• [TASK TO CARRY OUT] Write out the data below exactly as given, without any of its pictures.
┄┄┄┄┄┄┄┄┄┄
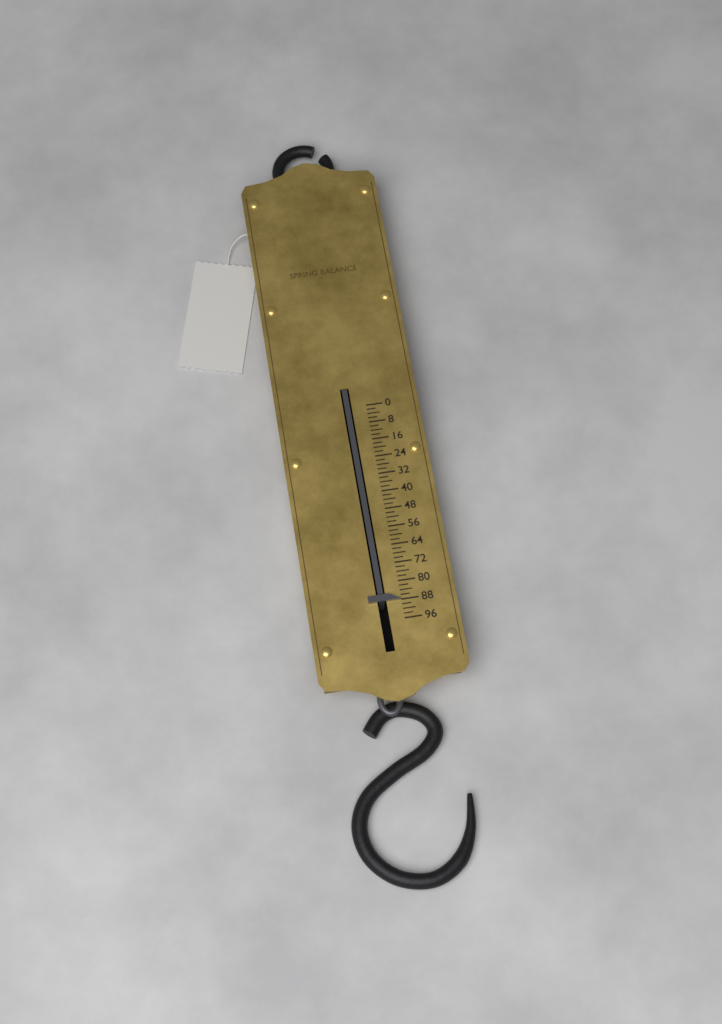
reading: 88 (no unit)
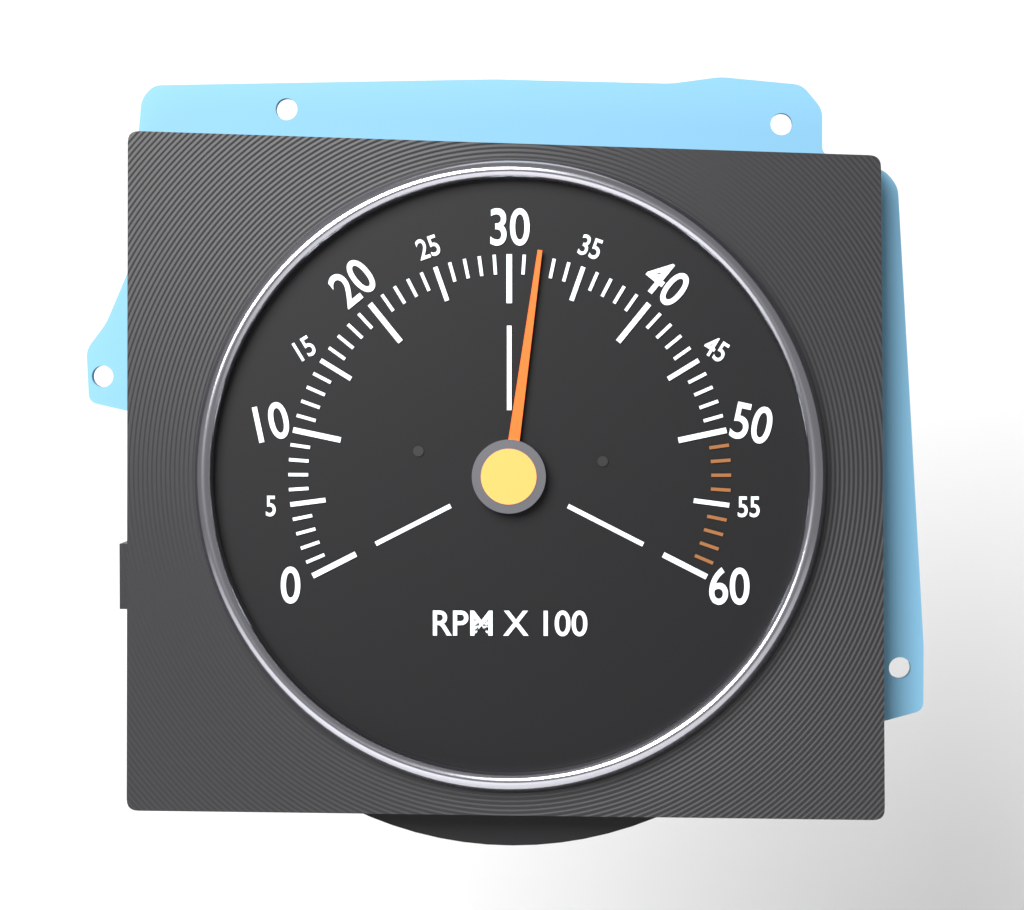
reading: 3200 RPM
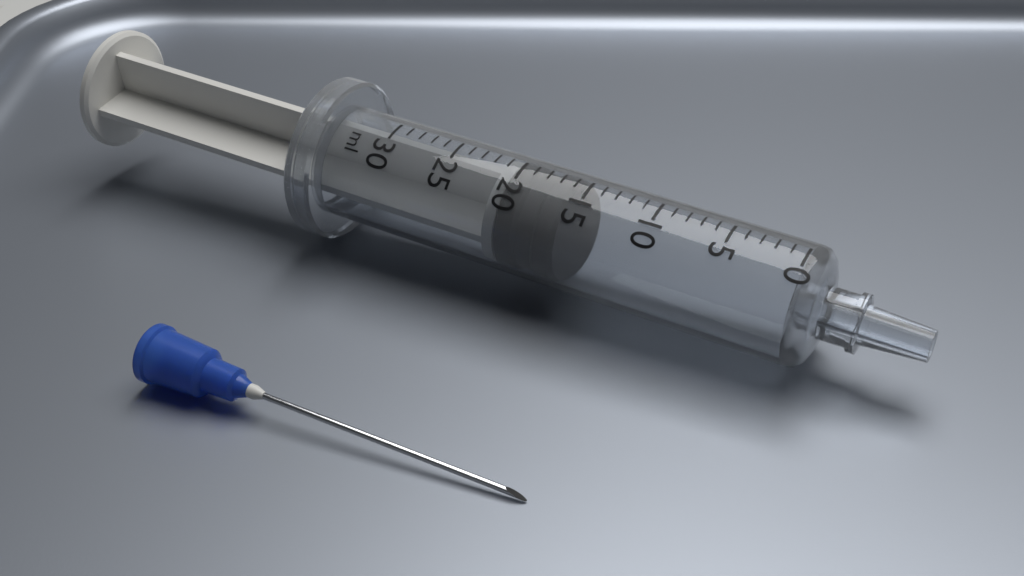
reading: 16 ml
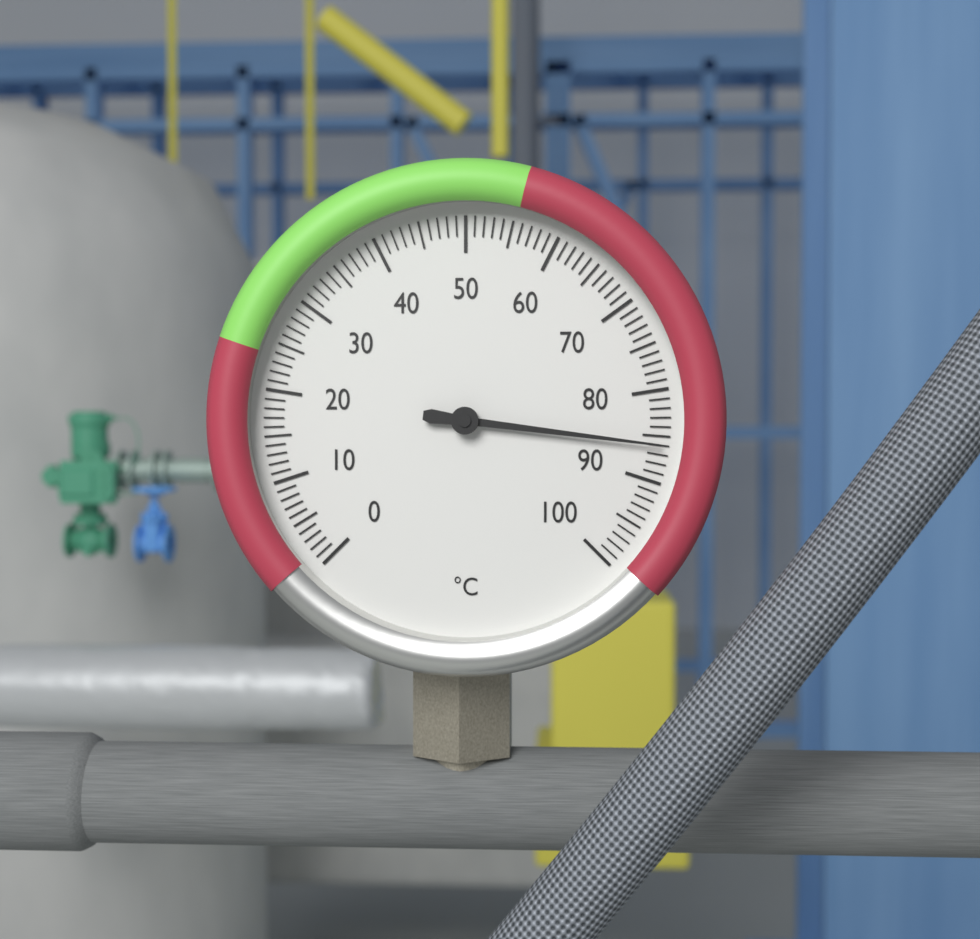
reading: 86 °C
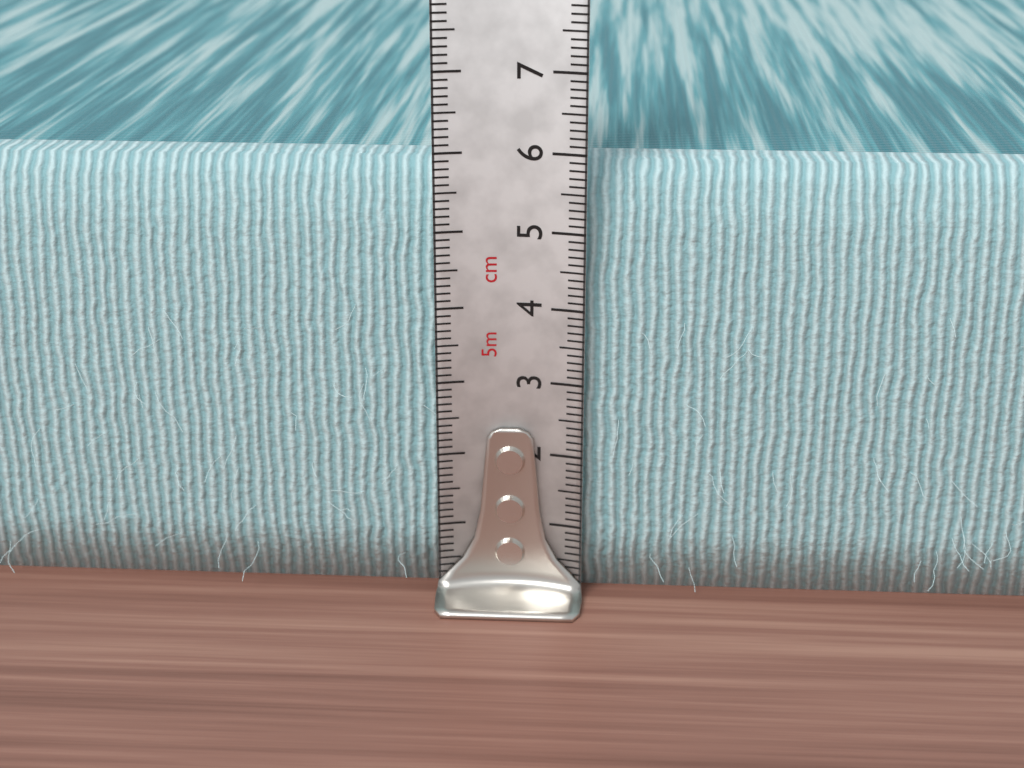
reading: 5.8 cm
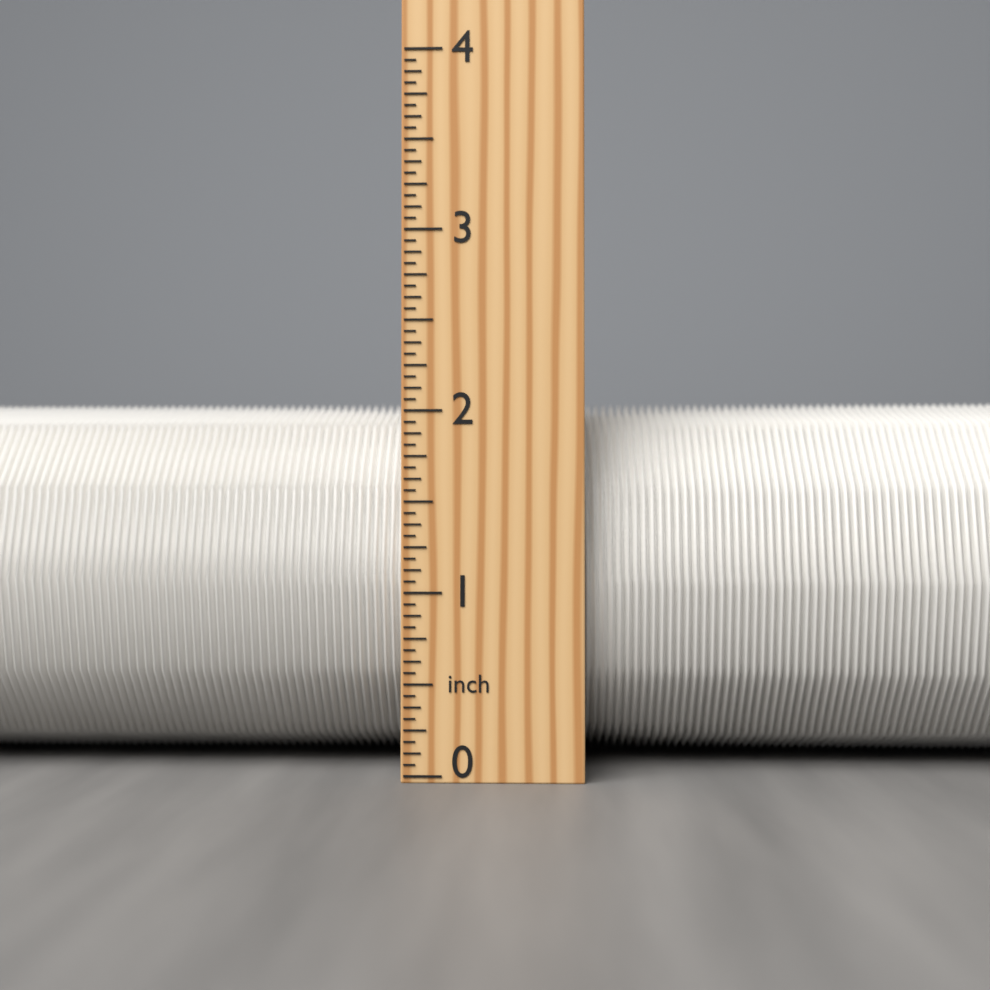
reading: 2.1250 inch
┄┄┄┄┄┄┄┄┄┄
• [RESPONSE AREA]
reading: 88 (no unit)
reading: 3200 RPM
reading: 16 ml
reading: 86 °C
reading: 5.8 cm
reading: 2.1250 inch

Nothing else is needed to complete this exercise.